Ghana, a coastal African country of more than 28 million still etched with pockets of extreme poverty, has enjoyed unprecedented national prosperity in the last decade, buoyed by offshore oil. Though the economy slowed abruptly not long ago, it is rebounding and the signs of new fortune are evident: millions moving to cities for jobs, shopping malls popping up and fast food roaring in to greet people hungry for a contemporary lifestyle.
Chief among the corporate players is KFC, and its parent company, YUM!, which have muscled northward from South Africa — where KFC has about 850 outlets and a powerful brand name — throughout sub-Saharan Africa: to Angola, Tanzania, Nigeria, Uganda, Kenya, Ghana and beyond. The company brings the flavors that have made it popular in the West, seasoned with an intangible: the symbolic association of fast food with rich nations.
But KFC’s expansion here comes as obesity and related health problems have been surging. Public health officials see fried chicken, french fries and pizza as spurring and intensifying a global obesity epidemic that has hit hard in Ghana — one of 73 countries where obesity has at least doubled since 1980. In that period, Ghana’s obesity rates have surged more than 650 percent, from less than 2 percent of the population to 13.6 percent, according to the Institute for Health Metrics and Evaluation, an independent research center at the University of Washington.
The causes of obesity are widely acknowledged as complex — involving changing lifestyles, genetics, and, in particular, consumption of processed foods high in salt, sugar and fat.
KFC’s presence in Ghana so far is relatively modest but rapidly growing, and it underscores the way fast food can shape palates, habits and waistlines.
Research shows that people who eat more fast food are more likely to gain weight and become obese, and nutrition experts here express deep concern at the prospect of an increasingly heavy and diabetic population, without the medical resources to address a looming health crisis that some say could rival AIDS.
Continue reading the main story
Photo
Chicken Inn, a KFC competitor, in the Accra Mall. A sharp increase in obesity has accompanied an embrace of Western foods in the country.CreditAshley Gilbertson for The New York Times
Photo
An electronics store, left, and at a makeup shop at the Accra Mall. Ghana’s oil business and other commodities have lifted the economy in recent years.CreditAshley Gilbertson for The New York Times
“You are what you eat,” said Charles Agyemang, a Ghanaian who is now an associate professor at the University of Amsterdam, where he studies obesity and chronic disease. KFC alone, he said, is only one factor in the country’s obesity epidemic, but it represents the embrace of western foods. In Ghana, he said, “eating local foods in some places is frowned upon. People see the European type as civilized.”

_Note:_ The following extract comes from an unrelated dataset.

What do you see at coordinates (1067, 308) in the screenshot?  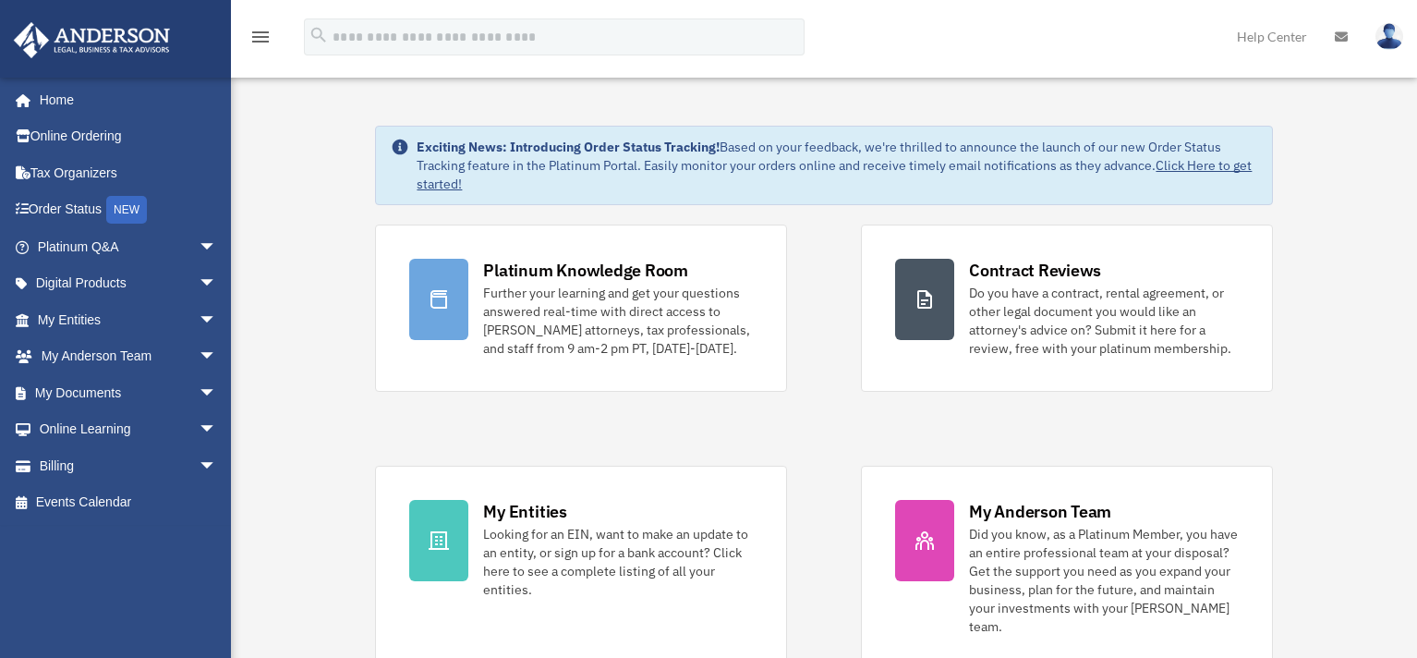 I see `a: Contract Reviews Do you have a contract, rental agreement, or other legal document you would like...` at bounding box center [1067, 308].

“This is having a major impact on obesity and heart disease.”
KFC executives see a major opportunity here to be part of people’s regular routines, a goal they are advancing through a creative marketing campaign and use of social media. When asked if it is unhealthy for people to eat fried chicken often, Kimberly Morgan, a KFC spokeswoman in Plano, Texas, said, “At KFC, we’re proud of our world famous, freshly in-store prepared fried chicken and believe it can be enjoyed as a part of a balanced diet and healthy lifestyle.”
Company representatives said they take health seriously in the region, noting their sponsorship of a youth cricket league in South Africa. The company, they said, has worked to make their menu more diverse and healthier.
“That’s why we provide consumers choice,” said Andrew Havinga, who runs the supply chain for KFC’s Africa division. “We do believe in a healthy, balanced lifestyle.”
For now, though, KFC customers in Ghana have fewer healthy options than in Western countries. Grilled chicken, salads and sides like green beans and corn, standard at KFC in the United States, aren’t available here. Mr. Havinga said KFC hoped to offer Ghanaians more options eventually. “That’s part of our journey,” he said.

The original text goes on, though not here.